Anti-allergic Therapy
The use of high-dose corticosteroids remains controversial, but early administration based on clinical experience may be beneficial. Common regimens include intravenous hydrocortisone 500–1,000 mg/day or methylprednisolone 80–160 mg/day. Dexamethasone 20 mg may also be given intravenously, followed by a continuous infusion of 20 mg.
Correction of Coagulopathy
Due to the high incidence of coagulopathy in AFE, early assessment and continuous monitoring of coagulation function are essential. Prompt initiation of massive transfusion protocols should include red blood cell suspension, large volumes of fresh frozen plasma, cryoprecipitate, fibrinogen, and platelets. Antifibrinolytic therapy may be applied. Heparin is not recommended.

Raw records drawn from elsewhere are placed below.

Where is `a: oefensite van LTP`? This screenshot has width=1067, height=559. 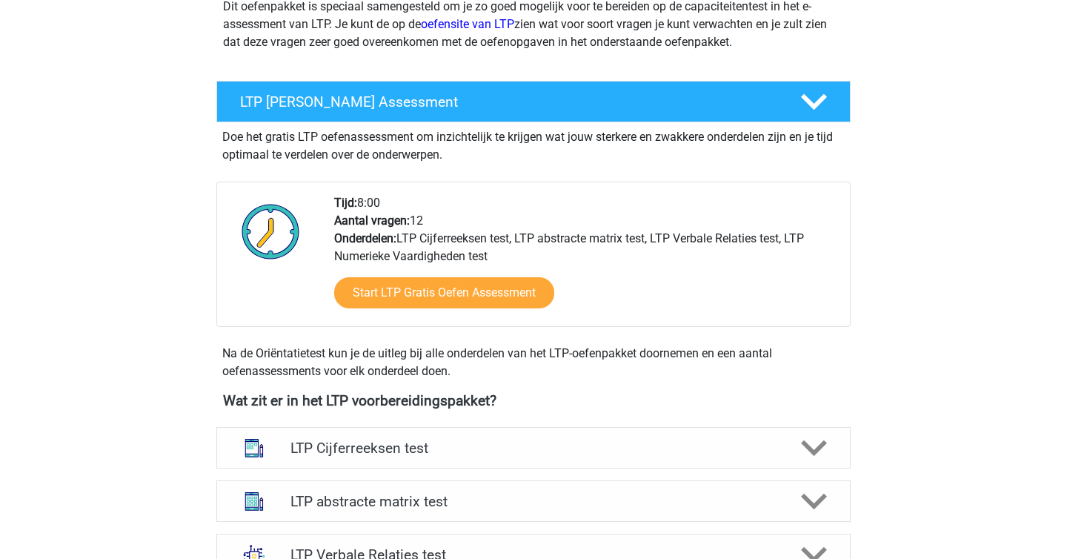
a: oefensite van LTP is located at coordinates (468, 24).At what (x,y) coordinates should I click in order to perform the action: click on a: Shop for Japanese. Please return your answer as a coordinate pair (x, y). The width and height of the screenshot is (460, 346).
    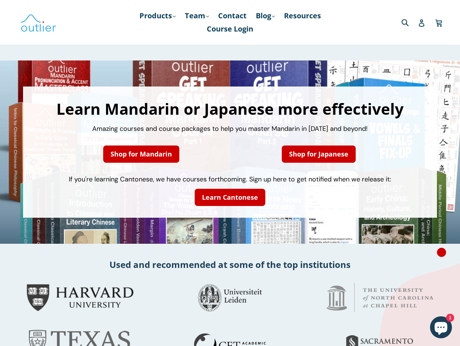
    Looking at the image, I should click on (319, 154).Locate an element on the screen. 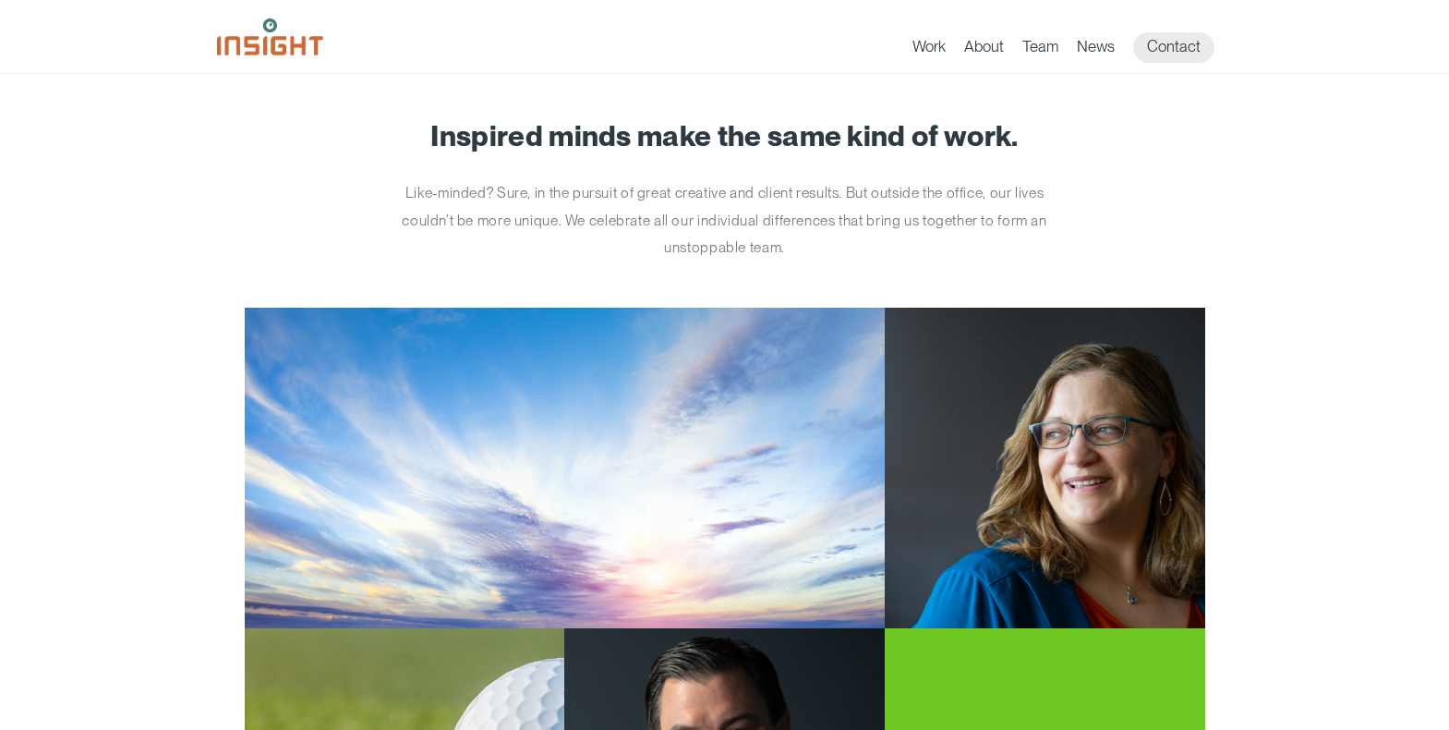  a: About is located at coordinates (984, 50).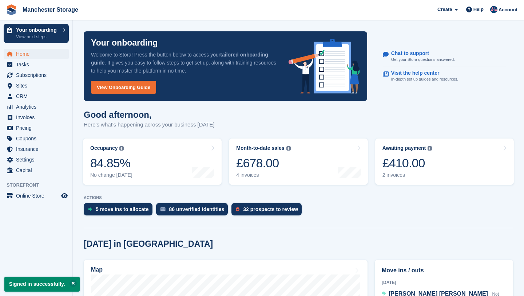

Stabilization of Internal Environment and Prevention of Renal Failure
Metabolic acidosis and renal impairment often accompany circulatory and respiratory failure. Arterial blood gas and electrolyte levels should be monitored, and acid-base and electrolyte disturbances corrected promptly. Renal failure and infections should also be prevented.
Obstetric Management
If AFE occurs before fetal delivery, labor should be expedited via assisted vaginal delivery or emergency cesarean section while maternal resuscitation continues. If cardiac arrest occurs in pregnancies over 23 weeks, emergency cesarean delivery may improve outcomes.
Postpartum hemorrhage should be actively managed with uterotonic agents and, if necessary, surgical hemostasis. When bleeding is uncontrollable, timely hysterectomy may be required to save the patient's life.
Prevention
During artificial rupture of membranes, membrane stripping is not recommended to minimize injury to cervical blood vessels. Artificial rupture should not be performed during uterine contractions. During cesarean delivery, care should be taken to protect open uterine vessels before rupturing the amniotic sac. The indications for oxytocin should be well understood to avoid excessive uterine contractions. In cases of stillbirth or placental abruption, coagulation function should be closely monitored and managed appropriately. Additionally, trauma, uterine rupture, and cervical lacerations should be avoided to prevent complications.